Funny Girl

He chuckled.

 

‘I’m so sorry,’ he said. ‘I’m glad you’re not her. It wasn’t a very good film and she was hopeless in it. Where are you going anyway?’

 

‘Home.’

 

‘You can’t go home yet. Matt Monro hasn’t even started, has he?’

 

‘Why can’t I go home?’

 

‘Because you should stay and have a drink. I want to know all about you.’

 

‘I’ll bet you do.’

 

She could wrestle with this man, because she wanted nothing from him and she was sick of all men anyway.

 

‘I’m not who you think I am,’ he said.

 

‘I don’t think you’re anybody.’

 

‘I’m very happily married,’ he said.

 

Suddenly there was a smiling, attractive woman by his side. She was a little bit younger than him, but nothing scandalous.

 

‘Here she is,’ said the man. ‘This is my wife.’

 

‘Hello,’ said the woman. She didn’t seem to be angry with Barbara. She just wanted to be introduced.

 

‘I’m Brian Debenham,’ he said. ‘And this is Patsy.’

 

‘Hello,’ said Patsy. ‘You’re so pretty.’

 

Barbara started to imagine what this could be about. A husband and wife trying to pick her up came from somewhere right on the fringes of her imagination. She didn’t even have a word for it.

 

‘I’m trying to persuade her to have a drink with us,’ said Brian.

 

‘I can see why,’ said Patsy, and she looked Barbara up and down. ‘She’s right up your street. She looks like Sabrina.’

 

‘I don’t think she likes it when people say that.’

 

‘I don’t,’ said Barbara. ‘And I don’t like it when a man tries to pick me up while his wife is watching.’

 

That seemed the safest interpretation. If she didn’t have a word for the other thing, she wouldn’t try to accuse them of it. She was definitely going to find out what a soubrette was. For all she knew, they were trying to turn her into one.

 

Brian and Patsy laughed.

 

‘Oh, I’m not trying to pick you up,’ he said. ‘It’s not sex. It’s something even dirtier. I want to make money out of you. I’m a theatrical agent.’

 

Barbara went back to the cloakroom with her coat, and that’s when it all started.

 

 

 

 

 

3

 

 

At Brian’s insistence, she didn’t go back to Derry and Toms.

 

‘I have to give two weeks’ notice.’

 

She had already phoned in sick so that she could visit Brian in his office. She couldn’t take any more time off.

 

‘Why?’

 

‘Why?’

 

‘Yes, why?’

 

‘Because …’ She couldn’t think of a reason, other than that those were the rules. ‘Anyway, how will I pay my rent?’

 

‘I’ll find you work.’

 

‘I need money now.’

 

‘I’ll sub you for a couple of weeks. A month, even. What are you earning, twenty quid a week? I’m not having you turning down work for the sake of eighty quid.’

 

She wasn’t earning anything like twenty pounds a week. She’d only been on twelve since she’d finished her probationary period.

 

‘But what work am I turning down? I’ve never acted in anything in my life.’

 

‘That’s the beauty of it, darling. No experience necessary. No acting necessary, even. I won’t mention Sabrina ever again after this. But you may have noticed that she’s not exactly Dorothy Tutin. Sweetheart, you only have to stand there and people will throw money at me. Some of which I’ll pass on to you. Honestly, it’s the easiest game in the world.’

 

‘Sounds like the oldest game in the world.’

 

‘Don’t be cynical, darling. That’s my job. Listen. Do you know what a soubrette is?’

 

She sighed and rolled her eyes. She was going to find a library the moment she’d left Brian’s office.

 

‘You are the very epitome of a soubrette. And everybody wants them. But really, you don’t even need to do that. People will pay you a lot of money just to be you. Just do what I tell you to do and we’ll all be happy.’

 

‘What are you going to tell me to do?’

 

‘I’m going to tell you to meet people, and these people will tell you to do things. Smile. Walk up and down. Stick your chest or your bottom out. That sort of thing. We’ll have you under contract to a studio in no time. And before you know it, every man under the age of seventy will have a picture of you wearing a bikini on the wall of his potting shed.’

 

‘As long as they let me act, I’ll wear anything they want.’

 

‘Are you telling me you actually want to act?’

 

‘I want to be a comedienne,’ said Barbara. ‘I want to be Lucille Ball.’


- _Problem_: Every line below that holds the string "sister" must be copied.

Records contained in a dataset:
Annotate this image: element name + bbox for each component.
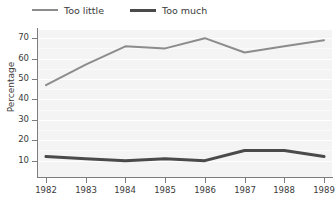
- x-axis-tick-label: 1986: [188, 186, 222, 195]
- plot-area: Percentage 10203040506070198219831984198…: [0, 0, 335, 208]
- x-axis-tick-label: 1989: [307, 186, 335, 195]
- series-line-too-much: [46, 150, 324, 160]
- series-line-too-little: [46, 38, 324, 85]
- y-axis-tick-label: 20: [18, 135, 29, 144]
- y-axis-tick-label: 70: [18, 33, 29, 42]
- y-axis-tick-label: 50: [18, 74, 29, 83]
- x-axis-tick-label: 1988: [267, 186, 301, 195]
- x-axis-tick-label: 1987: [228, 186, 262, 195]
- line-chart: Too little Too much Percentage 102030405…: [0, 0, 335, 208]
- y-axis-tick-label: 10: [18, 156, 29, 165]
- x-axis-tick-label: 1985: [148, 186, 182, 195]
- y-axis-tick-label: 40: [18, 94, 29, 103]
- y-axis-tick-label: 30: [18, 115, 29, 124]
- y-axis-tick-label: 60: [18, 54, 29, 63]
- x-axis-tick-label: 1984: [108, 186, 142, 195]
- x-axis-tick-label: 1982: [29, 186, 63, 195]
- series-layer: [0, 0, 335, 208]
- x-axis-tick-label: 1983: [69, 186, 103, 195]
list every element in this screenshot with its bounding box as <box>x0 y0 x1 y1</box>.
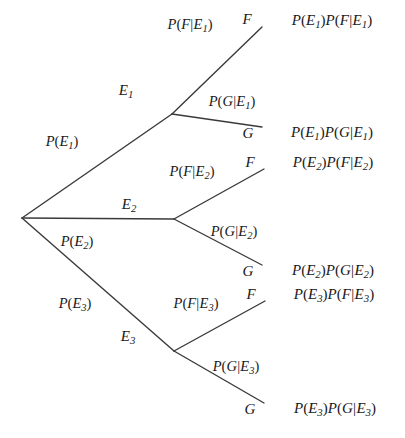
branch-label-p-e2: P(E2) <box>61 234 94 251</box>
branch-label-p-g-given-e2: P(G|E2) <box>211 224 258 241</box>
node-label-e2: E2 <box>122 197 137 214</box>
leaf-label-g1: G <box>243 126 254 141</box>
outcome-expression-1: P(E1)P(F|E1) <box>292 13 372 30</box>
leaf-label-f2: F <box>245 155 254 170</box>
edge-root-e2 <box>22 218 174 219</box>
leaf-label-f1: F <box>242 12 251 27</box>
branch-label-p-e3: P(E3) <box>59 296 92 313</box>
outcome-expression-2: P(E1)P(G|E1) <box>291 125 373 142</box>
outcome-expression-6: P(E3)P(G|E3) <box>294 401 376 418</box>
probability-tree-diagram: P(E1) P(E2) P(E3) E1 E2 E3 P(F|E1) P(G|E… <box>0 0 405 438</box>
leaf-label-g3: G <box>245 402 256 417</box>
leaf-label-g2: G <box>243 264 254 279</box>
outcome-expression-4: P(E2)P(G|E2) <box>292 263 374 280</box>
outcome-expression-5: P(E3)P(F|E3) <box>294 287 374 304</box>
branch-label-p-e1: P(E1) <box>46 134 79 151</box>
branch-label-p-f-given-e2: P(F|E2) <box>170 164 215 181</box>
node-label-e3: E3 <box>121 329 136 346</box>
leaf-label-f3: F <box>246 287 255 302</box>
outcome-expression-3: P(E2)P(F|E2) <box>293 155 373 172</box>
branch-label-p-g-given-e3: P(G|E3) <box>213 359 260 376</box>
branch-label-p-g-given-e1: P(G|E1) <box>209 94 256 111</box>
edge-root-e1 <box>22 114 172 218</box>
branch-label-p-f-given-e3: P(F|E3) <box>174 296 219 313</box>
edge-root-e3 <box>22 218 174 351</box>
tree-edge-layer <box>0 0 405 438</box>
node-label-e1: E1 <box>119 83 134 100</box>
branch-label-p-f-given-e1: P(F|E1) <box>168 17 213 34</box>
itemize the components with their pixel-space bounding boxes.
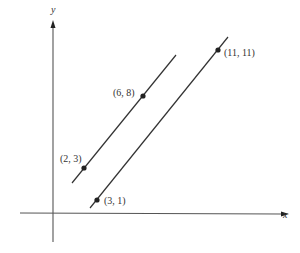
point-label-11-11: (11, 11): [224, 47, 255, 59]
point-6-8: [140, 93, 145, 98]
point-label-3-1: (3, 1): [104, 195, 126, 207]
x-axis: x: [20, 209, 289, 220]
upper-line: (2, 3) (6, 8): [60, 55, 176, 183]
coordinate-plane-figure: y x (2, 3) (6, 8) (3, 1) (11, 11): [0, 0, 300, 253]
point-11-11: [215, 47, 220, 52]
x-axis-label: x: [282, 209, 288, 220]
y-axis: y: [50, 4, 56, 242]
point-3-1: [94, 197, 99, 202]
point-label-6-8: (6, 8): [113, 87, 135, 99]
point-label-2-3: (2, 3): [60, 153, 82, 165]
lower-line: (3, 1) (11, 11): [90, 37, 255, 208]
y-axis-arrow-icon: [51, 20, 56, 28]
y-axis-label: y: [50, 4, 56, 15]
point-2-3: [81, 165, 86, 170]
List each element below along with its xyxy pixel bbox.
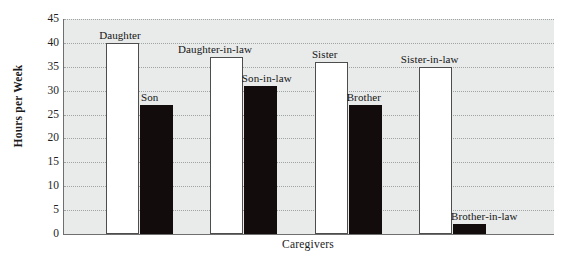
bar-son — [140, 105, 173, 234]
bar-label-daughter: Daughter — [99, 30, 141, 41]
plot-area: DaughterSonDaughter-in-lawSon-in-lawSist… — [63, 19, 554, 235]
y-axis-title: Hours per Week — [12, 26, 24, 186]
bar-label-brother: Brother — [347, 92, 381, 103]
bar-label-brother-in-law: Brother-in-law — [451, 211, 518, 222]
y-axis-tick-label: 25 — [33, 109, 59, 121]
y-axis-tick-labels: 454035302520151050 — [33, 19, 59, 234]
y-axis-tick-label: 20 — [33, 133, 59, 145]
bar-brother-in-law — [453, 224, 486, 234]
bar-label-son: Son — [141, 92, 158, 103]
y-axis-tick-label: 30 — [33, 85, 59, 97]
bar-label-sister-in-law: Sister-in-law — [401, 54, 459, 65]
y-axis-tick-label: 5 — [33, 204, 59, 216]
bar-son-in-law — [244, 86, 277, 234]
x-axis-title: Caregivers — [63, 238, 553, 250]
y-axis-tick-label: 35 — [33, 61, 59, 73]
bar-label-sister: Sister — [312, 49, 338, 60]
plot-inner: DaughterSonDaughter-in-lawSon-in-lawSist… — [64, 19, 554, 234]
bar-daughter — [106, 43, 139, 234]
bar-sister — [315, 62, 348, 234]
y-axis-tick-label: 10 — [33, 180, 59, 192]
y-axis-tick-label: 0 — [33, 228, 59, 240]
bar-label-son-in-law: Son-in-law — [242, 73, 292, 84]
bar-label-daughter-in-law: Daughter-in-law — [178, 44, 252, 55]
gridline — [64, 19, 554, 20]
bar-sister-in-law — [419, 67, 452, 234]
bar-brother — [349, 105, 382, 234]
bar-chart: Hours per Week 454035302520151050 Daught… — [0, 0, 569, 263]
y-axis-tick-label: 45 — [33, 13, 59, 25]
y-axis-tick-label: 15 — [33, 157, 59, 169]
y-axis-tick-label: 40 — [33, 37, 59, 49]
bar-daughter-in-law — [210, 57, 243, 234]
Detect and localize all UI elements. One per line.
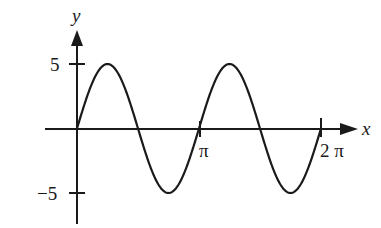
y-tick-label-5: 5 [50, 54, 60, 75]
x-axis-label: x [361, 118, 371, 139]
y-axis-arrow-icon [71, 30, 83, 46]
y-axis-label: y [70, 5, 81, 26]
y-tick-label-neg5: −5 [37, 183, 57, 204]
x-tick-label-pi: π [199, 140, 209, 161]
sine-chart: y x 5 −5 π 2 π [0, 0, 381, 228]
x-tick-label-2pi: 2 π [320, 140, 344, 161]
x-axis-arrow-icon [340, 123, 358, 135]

--

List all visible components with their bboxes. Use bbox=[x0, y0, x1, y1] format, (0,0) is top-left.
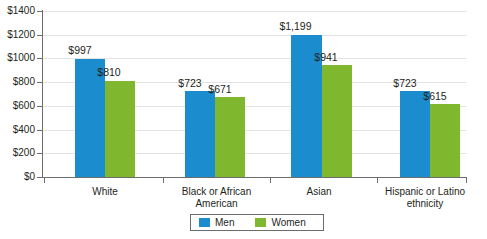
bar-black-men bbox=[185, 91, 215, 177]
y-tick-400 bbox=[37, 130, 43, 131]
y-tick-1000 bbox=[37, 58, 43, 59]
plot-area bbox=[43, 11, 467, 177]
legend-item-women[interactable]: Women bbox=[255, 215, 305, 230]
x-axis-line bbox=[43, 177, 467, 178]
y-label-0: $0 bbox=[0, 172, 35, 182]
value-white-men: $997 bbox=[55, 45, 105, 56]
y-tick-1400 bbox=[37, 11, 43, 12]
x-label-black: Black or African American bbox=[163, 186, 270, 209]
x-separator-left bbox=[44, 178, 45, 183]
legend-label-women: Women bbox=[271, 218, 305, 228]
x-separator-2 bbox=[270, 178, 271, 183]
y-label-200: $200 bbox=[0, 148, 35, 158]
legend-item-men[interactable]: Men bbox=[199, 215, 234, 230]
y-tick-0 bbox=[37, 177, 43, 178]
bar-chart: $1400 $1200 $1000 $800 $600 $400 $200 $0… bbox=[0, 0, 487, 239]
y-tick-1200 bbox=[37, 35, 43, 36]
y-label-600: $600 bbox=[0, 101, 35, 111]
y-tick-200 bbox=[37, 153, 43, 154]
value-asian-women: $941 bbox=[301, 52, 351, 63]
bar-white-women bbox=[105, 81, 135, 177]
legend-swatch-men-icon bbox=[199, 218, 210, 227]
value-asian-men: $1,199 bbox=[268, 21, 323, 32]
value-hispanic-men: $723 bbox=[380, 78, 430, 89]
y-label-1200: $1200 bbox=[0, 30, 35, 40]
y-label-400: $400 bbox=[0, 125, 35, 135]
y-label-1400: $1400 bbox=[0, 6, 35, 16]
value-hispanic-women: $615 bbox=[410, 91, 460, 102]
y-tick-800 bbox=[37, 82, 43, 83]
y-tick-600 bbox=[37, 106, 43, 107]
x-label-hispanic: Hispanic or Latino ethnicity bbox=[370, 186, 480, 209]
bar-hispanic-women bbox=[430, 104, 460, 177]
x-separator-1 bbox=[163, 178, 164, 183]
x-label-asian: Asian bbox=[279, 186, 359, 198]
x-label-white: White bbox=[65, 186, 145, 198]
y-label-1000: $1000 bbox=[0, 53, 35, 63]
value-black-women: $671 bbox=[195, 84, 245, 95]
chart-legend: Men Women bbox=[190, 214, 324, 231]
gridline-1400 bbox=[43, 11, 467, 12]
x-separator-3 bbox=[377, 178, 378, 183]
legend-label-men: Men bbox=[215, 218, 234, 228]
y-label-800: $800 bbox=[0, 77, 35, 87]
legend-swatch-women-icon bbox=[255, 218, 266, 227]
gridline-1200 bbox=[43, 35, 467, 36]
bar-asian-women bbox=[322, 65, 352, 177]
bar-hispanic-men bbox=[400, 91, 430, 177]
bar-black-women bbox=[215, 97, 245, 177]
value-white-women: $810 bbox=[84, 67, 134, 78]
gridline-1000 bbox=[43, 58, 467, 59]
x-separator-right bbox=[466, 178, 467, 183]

...

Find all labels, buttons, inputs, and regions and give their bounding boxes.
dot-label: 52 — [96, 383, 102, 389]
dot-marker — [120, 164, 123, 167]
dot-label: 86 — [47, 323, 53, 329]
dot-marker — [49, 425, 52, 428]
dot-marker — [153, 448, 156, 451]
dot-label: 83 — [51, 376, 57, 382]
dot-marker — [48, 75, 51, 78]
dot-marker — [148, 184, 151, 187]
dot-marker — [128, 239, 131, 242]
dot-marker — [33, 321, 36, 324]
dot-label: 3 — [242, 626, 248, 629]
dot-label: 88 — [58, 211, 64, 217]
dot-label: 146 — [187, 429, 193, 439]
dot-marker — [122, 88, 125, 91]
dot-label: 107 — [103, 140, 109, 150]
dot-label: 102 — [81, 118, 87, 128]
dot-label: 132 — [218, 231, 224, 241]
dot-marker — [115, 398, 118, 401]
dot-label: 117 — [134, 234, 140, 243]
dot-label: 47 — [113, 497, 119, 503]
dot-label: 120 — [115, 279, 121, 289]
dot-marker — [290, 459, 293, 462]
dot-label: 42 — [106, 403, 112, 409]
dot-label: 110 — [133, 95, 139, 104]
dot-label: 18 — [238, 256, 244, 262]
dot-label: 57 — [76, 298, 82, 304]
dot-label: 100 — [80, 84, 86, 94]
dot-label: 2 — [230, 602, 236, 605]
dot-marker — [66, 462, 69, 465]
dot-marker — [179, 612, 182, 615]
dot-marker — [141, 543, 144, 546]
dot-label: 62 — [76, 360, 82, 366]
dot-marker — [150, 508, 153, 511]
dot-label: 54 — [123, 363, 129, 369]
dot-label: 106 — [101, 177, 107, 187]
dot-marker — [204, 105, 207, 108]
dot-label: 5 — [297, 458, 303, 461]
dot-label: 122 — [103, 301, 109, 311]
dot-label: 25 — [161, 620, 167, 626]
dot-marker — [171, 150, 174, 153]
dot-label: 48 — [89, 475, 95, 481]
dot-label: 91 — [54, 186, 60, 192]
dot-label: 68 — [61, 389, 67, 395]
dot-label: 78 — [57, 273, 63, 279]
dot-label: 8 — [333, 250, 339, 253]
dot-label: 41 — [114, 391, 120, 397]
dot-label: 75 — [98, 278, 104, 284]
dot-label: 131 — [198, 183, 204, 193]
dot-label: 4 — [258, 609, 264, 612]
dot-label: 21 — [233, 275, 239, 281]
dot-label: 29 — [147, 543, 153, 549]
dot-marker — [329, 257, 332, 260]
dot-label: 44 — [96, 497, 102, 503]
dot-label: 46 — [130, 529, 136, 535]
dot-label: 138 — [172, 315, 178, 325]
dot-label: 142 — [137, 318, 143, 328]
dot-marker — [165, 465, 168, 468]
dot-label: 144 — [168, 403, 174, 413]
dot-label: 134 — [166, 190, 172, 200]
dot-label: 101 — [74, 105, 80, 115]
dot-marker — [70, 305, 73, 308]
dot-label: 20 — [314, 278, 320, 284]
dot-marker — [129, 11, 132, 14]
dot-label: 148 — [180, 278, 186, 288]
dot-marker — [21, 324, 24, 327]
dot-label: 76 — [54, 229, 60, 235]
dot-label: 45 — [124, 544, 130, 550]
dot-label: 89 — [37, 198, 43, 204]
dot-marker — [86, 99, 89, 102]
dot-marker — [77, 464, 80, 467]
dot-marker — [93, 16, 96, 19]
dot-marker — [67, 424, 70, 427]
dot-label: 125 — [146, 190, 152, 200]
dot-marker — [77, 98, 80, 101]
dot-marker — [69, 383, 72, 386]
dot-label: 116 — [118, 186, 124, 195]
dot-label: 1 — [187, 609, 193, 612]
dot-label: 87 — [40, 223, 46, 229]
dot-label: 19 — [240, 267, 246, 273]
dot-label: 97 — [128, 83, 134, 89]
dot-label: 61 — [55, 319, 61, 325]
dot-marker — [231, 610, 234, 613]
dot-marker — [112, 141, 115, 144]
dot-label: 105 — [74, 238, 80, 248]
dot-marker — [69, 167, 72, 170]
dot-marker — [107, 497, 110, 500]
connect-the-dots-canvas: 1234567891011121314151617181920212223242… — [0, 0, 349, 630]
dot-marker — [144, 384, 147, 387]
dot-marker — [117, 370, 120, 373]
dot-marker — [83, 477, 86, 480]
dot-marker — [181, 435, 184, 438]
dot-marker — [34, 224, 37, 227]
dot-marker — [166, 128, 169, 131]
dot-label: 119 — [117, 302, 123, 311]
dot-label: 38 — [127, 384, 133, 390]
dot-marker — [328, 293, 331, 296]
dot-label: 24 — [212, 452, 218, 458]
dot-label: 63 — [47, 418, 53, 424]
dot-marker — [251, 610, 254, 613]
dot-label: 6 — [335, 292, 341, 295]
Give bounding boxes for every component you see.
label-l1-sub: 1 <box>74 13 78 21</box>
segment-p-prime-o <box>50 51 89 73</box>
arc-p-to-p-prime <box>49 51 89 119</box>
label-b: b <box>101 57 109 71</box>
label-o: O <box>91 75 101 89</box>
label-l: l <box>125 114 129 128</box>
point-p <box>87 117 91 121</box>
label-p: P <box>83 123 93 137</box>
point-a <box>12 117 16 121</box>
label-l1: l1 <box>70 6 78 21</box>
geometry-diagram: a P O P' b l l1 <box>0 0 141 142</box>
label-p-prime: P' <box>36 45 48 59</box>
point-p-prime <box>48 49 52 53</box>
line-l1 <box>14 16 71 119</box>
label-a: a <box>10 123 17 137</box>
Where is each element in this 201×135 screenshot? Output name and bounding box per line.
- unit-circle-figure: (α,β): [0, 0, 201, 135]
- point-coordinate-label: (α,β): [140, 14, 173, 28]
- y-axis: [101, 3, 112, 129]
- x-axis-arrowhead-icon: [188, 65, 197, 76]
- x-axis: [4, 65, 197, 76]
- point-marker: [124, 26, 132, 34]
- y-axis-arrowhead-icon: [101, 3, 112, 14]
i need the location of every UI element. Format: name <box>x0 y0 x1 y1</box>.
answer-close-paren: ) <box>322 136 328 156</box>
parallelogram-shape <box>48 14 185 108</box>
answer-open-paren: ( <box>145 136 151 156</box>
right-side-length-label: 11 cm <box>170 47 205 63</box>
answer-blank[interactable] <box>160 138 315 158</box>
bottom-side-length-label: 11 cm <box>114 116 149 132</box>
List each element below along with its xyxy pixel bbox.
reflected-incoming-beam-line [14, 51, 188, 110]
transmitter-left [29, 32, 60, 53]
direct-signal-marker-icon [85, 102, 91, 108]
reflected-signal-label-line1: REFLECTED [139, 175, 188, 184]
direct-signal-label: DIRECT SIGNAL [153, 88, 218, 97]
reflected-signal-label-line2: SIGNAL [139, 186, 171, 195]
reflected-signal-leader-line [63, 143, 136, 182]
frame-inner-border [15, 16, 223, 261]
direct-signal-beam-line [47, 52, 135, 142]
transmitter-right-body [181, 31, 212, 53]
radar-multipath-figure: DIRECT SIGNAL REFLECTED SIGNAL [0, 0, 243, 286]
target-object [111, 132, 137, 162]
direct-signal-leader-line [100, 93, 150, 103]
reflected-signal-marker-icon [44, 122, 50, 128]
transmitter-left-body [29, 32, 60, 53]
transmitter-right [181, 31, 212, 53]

- _Result_:
bar-label-sister-in-law: Sister-in-law — [401, 54, 459, 65]
bar-label-sister: Sister — [312, 49, 338, 60]
bar-sister — [315, 62, 348, 234]
bar-sister-in-law — [419, 67, 452, 234]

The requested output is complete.